I've never really been big on the whole employer brand business. Obviously there is a purpose served in some way by trying to encapsulate what it's like to work at an organisation and I think there has been some good work done in this area here and there.
Otherwise, for me, most of the stuff around employer brand has, over the last 15 years or so, been largely a way of keeping agencies in business and giving the HR and Marketing functions something to do. It's roots are in web 1.0 – when all we really managed to do was put most of what we did in print form, online – job ads, CV's and "company brochures". OK, the technology added some nice bits and bobs, but largely it has been, and still is, brochureware centred almost exclusively around the company website.
Personally I'm not sure the "employer brand" as we know it is actually relevant anymore. Indulge me for a minute if you will, with a quote from one of my favourite leaders, Greg Dyke.
"Leadership is about the stories that are told about you – both positive and negative. You’ll be judged by those stories more than anything you say or write"
Replace the word leadership with Employer Brand in the quote from Greg and the sentence still works. In this context the "truth" about an organisation's leadership – the leadership brand if you like – is already determined by these stories, these conversations, no matter what guff the leadership might put out in an effort to create a vision of how it wants to be perceived. In the rapidly expanding social context, the employer brand is no different. In fact, the "truth" about an employer is already being laid bare in the stories being told through online (and offline) conversations, increasingly on social media. In other words, employees are telling "stories", increasingly so, in all sorts of places, naturally and unmanaged by the organisation. Therefore, in my mind this is no longer an employer brand message, it's an employee brand message.
And I think this is a good thing. The employer brand was in no small way a manifestation of organisations trying to make themselves more appealing in the light of the biggest corporate red herring of all time – the war for talent. A lot of the output was purely a marketing excersise – what the organisation wants you to believe it looks and feels like to be with Company X, their view of how great the business is and what it stands for. And whilst in some cases this did do a reasonable job of reflecting reality, in many it was far from it – the promise was often not delivered..
Everyone's story about who they work for is an individual one. Sure, there are some common strands of DNA within an organisation, but largely every individual interprets these their own way, and talks about them in their own way too. In my view, organisations should maybe focus on getting the core DNA strands right – by listening to wide feedback from inside and outside the organisation – and letting the employees take care of the rest by opening up conversation opportunities wherever possible, across the entire organisation. This means complete unmanaged, uncontrolled and unmonitored access to social media across the business.
As Felix wetzel points out in this previous post for HR Examiner from 2 years ago (But still very fresh and relevant) zappos don't focus on creating an employer brand. They just focus on making it an outstanding place to work. Their social ecosystem takes care of the rest. And this is where most organisations are going wrong – just like Engagement, Employer Brand has become and end in itself, when in reality, it's purely an outcome. A manifestation of the stories, the conversation.
Time to embrace openness and authenticity – its coming whether we like it or not. Those that get that bit right will, without trying, create an employee brand to die for. And all without spending a penny on a new campaign.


#### [BRIEF]
Report the lines of the data below that contain the string "swatch".

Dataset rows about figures
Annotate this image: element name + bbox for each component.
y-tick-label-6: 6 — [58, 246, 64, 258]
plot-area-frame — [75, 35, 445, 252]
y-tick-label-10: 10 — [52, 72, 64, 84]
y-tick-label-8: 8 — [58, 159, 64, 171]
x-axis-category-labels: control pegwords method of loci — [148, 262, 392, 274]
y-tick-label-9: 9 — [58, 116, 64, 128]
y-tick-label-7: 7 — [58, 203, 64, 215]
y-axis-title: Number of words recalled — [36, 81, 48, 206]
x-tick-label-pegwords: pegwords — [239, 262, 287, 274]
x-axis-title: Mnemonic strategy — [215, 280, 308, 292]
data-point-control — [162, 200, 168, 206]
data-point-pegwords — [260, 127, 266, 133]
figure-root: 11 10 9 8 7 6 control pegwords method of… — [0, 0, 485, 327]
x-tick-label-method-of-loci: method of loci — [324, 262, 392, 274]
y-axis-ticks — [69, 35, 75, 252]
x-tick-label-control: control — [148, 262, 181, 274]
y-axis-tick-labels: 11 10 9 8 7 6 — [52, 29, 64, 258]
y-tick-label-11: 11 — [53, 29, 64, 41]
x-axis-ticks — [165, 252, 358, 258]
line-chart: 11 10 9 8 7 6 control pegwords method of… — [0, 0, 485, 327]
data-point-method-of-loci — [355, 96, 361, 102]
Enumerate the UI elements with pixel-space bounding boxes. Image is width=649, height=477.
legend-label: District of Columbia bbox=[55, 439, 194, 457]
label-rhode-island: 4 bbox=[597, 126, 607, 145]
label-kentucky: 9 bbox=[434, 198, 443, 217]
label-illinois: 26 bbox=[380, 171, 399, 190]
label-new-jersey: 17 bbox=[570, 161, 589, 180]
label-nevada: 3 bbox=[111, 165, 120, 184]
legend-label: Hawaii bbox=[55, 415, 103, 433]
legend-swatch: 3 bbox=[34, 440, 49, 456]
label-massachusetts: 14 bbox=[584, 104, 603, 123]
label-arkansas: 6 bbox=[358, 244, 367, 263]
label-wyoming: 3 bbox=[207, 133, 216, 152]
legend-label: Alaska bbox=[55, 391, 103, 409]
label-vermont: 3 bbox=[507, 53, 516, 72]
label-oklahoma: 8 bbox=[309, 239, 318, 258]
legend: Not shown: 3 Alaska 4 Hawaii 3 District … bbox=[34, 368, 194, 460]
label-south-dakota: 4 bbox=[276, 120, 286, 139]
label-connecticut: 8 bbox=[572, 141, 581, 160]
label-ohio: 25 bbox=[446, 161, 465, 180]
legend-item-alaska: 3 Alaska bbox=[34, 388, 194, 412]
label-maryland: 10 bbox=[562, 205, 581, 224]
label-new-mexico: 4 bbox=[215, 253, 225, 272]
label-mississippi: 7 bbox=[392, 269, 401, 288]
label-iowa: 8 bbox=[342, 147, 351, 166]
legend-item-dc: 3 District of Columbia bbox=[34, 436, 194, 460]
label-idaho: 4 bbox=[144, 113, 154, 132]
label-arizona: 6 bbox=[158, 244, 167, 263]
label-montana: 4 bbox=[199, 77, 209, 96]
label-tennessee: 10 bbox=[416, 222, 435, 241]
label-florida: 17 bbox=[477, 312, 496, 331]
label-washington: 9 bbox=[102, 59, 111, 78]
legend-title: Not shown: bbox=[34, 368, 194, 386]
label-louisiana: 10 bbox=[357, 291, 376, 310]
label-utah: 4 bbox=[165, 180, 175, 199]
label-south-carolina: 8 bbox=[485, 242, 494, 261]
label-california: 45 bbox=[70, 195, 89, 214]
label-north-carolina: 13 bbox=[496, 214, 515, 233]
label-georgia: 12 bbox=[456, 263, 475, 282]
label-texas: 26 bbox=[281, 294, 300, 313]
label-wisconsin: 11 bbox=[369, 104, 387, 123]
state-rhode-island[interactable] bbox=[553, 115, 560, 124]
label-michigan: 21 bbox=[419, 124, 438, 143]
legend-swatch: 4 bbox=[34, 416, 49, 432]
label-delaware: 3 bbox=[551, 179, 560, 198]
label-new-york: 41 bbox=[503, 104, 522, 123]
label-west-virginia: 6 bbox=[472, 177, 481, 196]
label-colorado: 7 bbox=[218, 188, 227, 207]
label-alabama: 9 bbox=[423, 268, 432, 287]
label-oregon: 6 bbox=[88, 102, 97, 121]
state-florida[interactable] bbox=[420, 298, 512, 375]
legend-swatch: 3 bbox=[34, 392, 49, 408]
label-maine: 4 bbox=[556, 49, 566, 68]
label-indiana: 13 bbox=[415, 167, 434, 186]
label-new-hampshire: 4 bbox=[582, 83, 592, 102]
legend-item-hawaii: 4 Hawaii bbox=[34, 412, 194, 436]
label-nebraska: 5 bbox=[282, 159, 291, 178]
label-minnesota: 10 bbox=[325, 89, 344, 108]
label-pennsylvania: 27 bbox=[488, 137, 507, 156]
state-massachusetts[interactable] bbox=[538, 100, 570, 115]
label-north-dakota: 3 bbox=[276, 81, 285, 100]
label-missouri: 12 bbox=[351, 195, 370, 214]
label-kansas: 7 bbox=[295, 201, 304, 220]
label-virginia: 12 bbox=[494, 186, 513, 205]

#### [TASK RESULT]
legend-swatch: 3 bbox=[34, 440, 49, 456]
legend-swatch: 4 bbox=[34, 416, 49, 432]
legend-swatch: 3 bbox=[34, 392, 49, 408]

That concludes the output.